Monday, September 01, 2014

A different perspective on Ukraine

So far I have been reading mainly western main stream media which seem propagandist  (they are silent on MH 17 crash probe for a while after initially pointing the finer at rebels and Russia) or leftists sistes like global research or Vineyard of The Saker. From the second set, Putin comes out as a statesman of vision and strength. It is difficult to believe that Putin is an angel thouh he has shown restraint on this issue. Here is an article new site which I have come across which looks more reasonabe to me: Eastern Ukraine peoples' republics between militias and oligarchs. Excerpt:
"How Strelkov was lured to Moscow, and what was done to him there in order to extract from him his “voluntary” resignation (if in fact he signed such a statement at all), we can only guess. He may have been threatened with a complete halt to Russian supplies to the liberated territories of Novorossiya. To a substantial degree, this dependency of the people’s republics on outside supplies is a result of inept management by the people whom Strelkov removed from their posts in July and early August – they were unable, or refused, to organise the economy in the rear, and to ensure the normal distribution of resources. By August a situation had arisen in which the republics were threatened with disaster unless shipments of food and ammunition were brought from Russia. More than likely, it was this lever that was used by the Kremlin intriguers to get rid of Strelkov.
One way or another, the conservative forces took their revenge, and the Donetsk military leader was removed. People suspected of links to the oligarchs were appointed to a series of key posts. In Moscow during these very days the Ukrainian politician Oleg Tsarev, representing no one and driven out of Donetsk by the militia fighters, unfurled a “new flag of Novorossiya”......The Russian press is already reporting openly on an agreement reached between the Moscow bureaucrats and the Ukrainian oligarch Rinat Akhmetov. In the best traditions of the ancien régime, the Kremlin bureaucracy has decided to sacrifice the liberated territories to its new vassal, in exchange for his services as a mediator in its relations with Kiev and prospectively, the West. At the same time, contacts are being revived between Russian and Ukrainian diplomats, and lively discussions are under way on the ultimate fate of the south-east. After the failure of its latest offensive, and faced with growing internal difficulties, Kiev might well be ready to strike a deal.
The only thing the authors of this scenario have not taken into account is the thinking of the people of Novorossiya and Ukraine, along with the moods of Donetsk residents and the overall logic of a revolutionary process into which Russian society too is gradually being drawn. The militia fighters and activists who, beneath the bombs, are constructing a new state are no longer prepared to be docile agents of outside decision making, no matter where, in Moscow or Kiev, the decisions alien to their interests are being taken. In Novorossiya, the idealistic sympathies with an abstract Russia that characterised the first months of the uprising are now being replaced by a growing hatred for the Kremlin bureaucrats, whom supporters of the republics accuse of sabotage and treason. The same moods are growing, in the fashion of an avalanche, within Russia itself. As for Igor Strelkov, a new group of field commanders is taking his place, in many ways accepting him as an example but differing from him in their far more radical and left-wing views.
Through apparatus intrigues, blackmail and manipulation, it may be possible to achieve tactical successes, and to banish one or another figure from the leadership. But it will not be possible to stop the revolutionary crisis whose development is now gathering strength."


(How to complete this task) Provide an exact transcription of all the records.

◆ ◆ ◆ ◆ ◆ ◆ ◆

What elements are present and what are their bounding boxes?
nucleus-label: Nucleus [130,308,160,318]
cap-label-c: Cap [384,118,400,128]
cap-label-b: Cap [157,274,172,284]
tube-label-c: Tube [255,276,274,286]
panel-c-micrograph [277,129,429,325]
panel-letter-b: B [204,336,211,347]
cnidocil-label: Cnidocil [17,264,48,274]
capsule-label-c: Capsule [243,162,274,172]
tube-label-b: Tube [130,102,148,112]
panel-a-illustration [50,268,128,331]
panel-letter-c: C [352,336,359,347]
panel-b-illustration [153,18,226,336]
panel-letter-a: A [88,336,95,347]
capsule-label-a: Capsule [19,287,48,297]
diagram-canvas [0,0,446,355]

◆ ◆ ◆ ◆ ◆ ◆ ◆

(Task response)
What elements are present and what are their bounding boxes?
nucleus-label: Nucleus [130,308,160,318]
cap-label-c: Cap [384,118,400,128]
cap-label-b: Cap [157,274,172,284]
tube-label-c: Tube [255,276,274,286]
panel-c-micrograph [277,129,429,325]
panel-letter-b: B [204,336,211,347]
cnidocil-label: Cnidocil [17,264,48,274]
capsule-label-c: Capsule [243,162,274,172]
tube-label-b: Tube [130,102,148,112]
panel-a-illustration [50,268,128,331]
panel-letter-c: C [352,336,359,347]
panel-b-illustration [153,18,226,336]
panel-letter-a: A [88,336,95,347]
capsule-label-a: Capsule [19,287,48,297]
diagram-canvas [0,0,446,355]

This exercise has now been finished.